I don’t take a lot of pictures of people. Even with their permission I sometimes still feel uncomfortble. What do I really know about them? What followup connection will we ever have? Maybe it’s because I’m not sure that I have any other purpose than wanting to capture an interesting face in an interesting setting that I don’t ask people to pose for me very often.
Photography is too easy. It’s not like painting or sculpture or composing or writing. How much of you is actually in a picture you take? Yes, you frame a shot and tweek your settings but the creative process is not what’s dominant. The technology is.
I took this picture nearly six years ago in Manhattan. The woman was selling stuff out of a cart on a street corner. I asked if I could photgraph her and she agreed. Since then when I look at her I realize I may have taken her picture but she was more powerful than the camera and its lens. She saw right through me.
Six years ago Jo and I drove from Los Angles to Maine. We took our time (three weeks) and avoided Interstates wherever possible. We went through The Badlands of South Dakota one afternoon and I got this shot. With the right light The Badlands are quite beautiful. In fact forget the light. The beauty of The Badlands is always there if you’re open to seeing it.
But this story isn’t about The Badlands. It’s about Death Valley and New York City and maybe about a disconnect that has existed for a long time that has only gotten worse. Not a political division but one between how some people relate to nature with rigid preconceptions, an example perhaps of what today we’d call the chasm of separation between those who see the world in a significant way from high rises and through the New York Times and those who have never read it and see the world mostly by what’s on Rush Limbaugh’s mind and from Fox News or just simply what’s in front of their faces.
Years ago while working as a producer for ABC News I pitched a story about Death Valley. It had been a very rainy winter in California and I had read an article that things were blooming in Death Valley like they hadn’t in a hundred years. I hadn’t heard back from New York about my pitch and decided on my days off that Jo and I would go see the flowers for ourselves.
We were heading out the door (I’m not exagerrating.) when I got a call telling me that World News Toinight with Peter Jennings wanted the story and if I wanted to do it, it was all mine. Even better than getting a free trip we were going to do anyway was that now I could make a few phone calls and line up a naturalist at the National Park to show us around and actually learn something about what we were seeing.
So a few hours later, correspondent and camera crew in tow, we got our tour and our pictures. Our guide was knowledgeable and the sightings magnificent. Oh, and an interesting thing happened when at one point we were prevented from entering a loction and told by heavily armed law enforcement that a drug bust was taking place there.
That night I discovered we had been lied to. That in fact there wasn’t any drug bust but that First Lady Laura Bush and some of her friends were also getting a private tour of the bloom that day.
And one other aside. I got to eat rattlesnake that night but would not have if my wife hadn’t goaded me into powering our way into the dining room at the Furnace Creek Inn. I had called and been told the restaurant was fully booked.
Jo: “Did you tell them you were here doing a story for ABC News and Peter Jennings?”
Me: “No.”
Jo: “Call them back and do it.”
I did and suddenly any time we desired was available. The rattlesnake was actually pretty good.
A few days later we put the story together back in the Los Angeles Bureau on the day it would be broadcast and I made a mistake. Many times when we were doing segments for what we called the “day of air” we’d send them into New York at the last minute and I mean the last minute. But on this day things had come together easily and we were done editing the video to the reporter’s narration an hour before our deadline.
My mistake wasn’t to have gotten done too early. No, my mistake was not waiting to send the story to New York until that deadline was actually staring me in the face. Here’s why. The more time the World News Tonight producers had in New York to look at the finished piece, the more likely I would be told to change things. And sure enough within a few minutes after it had come down off the satellite into the ABC News broadcast headquarters in New York my phone rang.
It was the executive producer of World New Tonight himself and what he said left me stunned.
“Your story is too pretty. Everybody thinks Death Valley is ugly and you need to show that. Put some ugly shots in there and have your correspondent write a new ending that allows you to use an ugly shot there. I want to see how Death Valley really looks!”
At this point in my career I wasn’t as compliant as I had been years before and I asked him a question that I know pissed him off.
“Have you ever been there? Death Valley even at its driest is quite beautiful,” I said.
“That’s not what our viewers think. Change it!”
I discovered my reporter had already gone home and wouldn’t make it back in time to change his wording at the close of the story to the executive producer’s liking but I dutifully inserted the “ugliest” shots we had which I’m certain weren’t ugly enough.
But here’s the real kicker to all this and I hope you’ll watch and listen to the actual story that was broadcast by going to the link I’ve supplied below. To this day I think that the introduction that Peter Jennings read was an ironic rebuke to the executive producer and his comments to me. Maybe Jennings overheard the phone call I got? I’ll never know.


• Assigned task
Report how many lines of the entries below contain the word "Додати", and nothing more.
*** Material for the task ***
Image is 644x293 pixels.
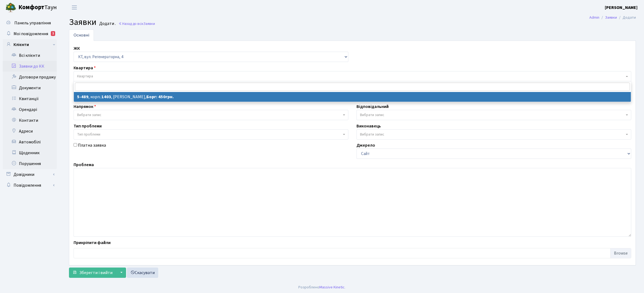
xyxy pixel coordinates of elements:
[3,136,57,147] a: Автомобілі
[3,180,57,191] a: Повідомлення
[3,126,57,136] a: Адреси
[77,74,93,79] span: Квартира
[5,2,16,13] img: logo.png
[74,239,110,246] label: Прикріпити файли
[590,15,600,20] a: Admin
[3,104,57,115] a: Орендарі
[3,72,57,83] a: Договори продажу
[119,21,155,26] a: Назад до всіхЗаявки
[14,31,48,37] span: Мої повідомлення
[74,103,96,110] label: Напрямок
[77,112,102,117] span: Вибрати запис
[605,15,617,20] a: Заявки
[51,31,55,36] div: 1
[581,12,644,23] nav: breadcrumb
[69,268,116,278] button: Зберегти і вийти
[127,268,158,278] a: Скасувати
[356,142,375,149] label: Джерело
[3,39,57,50] a: Клієнти
[77,94,88,100] b: 5-489
[3,158,57,169] a: Порушення
[69,29,94,41] a: Основні
[74,65,96,71] label: Квартира
[3,147,57,158] a: Щоденник
[74,123,102,129] label: Тип проблеми
[299,284,346,290] div: Розроблено .
[3,169,57,180] a: Довідники
[320,284,345,290] a: Massive Kinetic
[144,21,155,26] span: Заявки
[74,161,94,168] label: Проблема
[617,15,636,21] li: Додати
[605,5,638,10] b: [PERSON_NAME]
[3,50,57,61] a: Всі клієнти
[3,28,57,39] a: Мої повідомлення1
[18,3,44,12] b: Комфорт
[69,16,97,28] span: Заявки
[356,123,381,129] label: Виконавець
[3,17,57,28] a: Панель управління
[78,142,106,149] label: Платна заявка
[14,20,51,26] span: Панель управління
[18,3,57,12] span: Таун
[102,94,111,100] b: 1403
[68,3,81,12] button: Переключити навігацію
[146,94,174,100] b: Борг: 450грн.
[360,112,384,117] span: Вибрати запис
[74,45,80,51] label: ЖК
[3,93,57,104] a: Квитанції
[3,83,57,93] a: Документи
[3,115,57,126] a: Контакти
[356,103,389,110] label: Відповідальний
[74,92,631,101] li: , корп.: , [PERSON_NAME],
[3,61,57,72] a: Заявки до КК
[98,21,116,26] small: Додати .
[77,132,101,137] span: Тип проблеми
[605,4,638,11] a: [PERSON_NAME]
[360,132,384,137] span: Вибрати запис
[79,269,112,276] span: Зберегти і вийти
*** End of Material for the task ***
• Result
2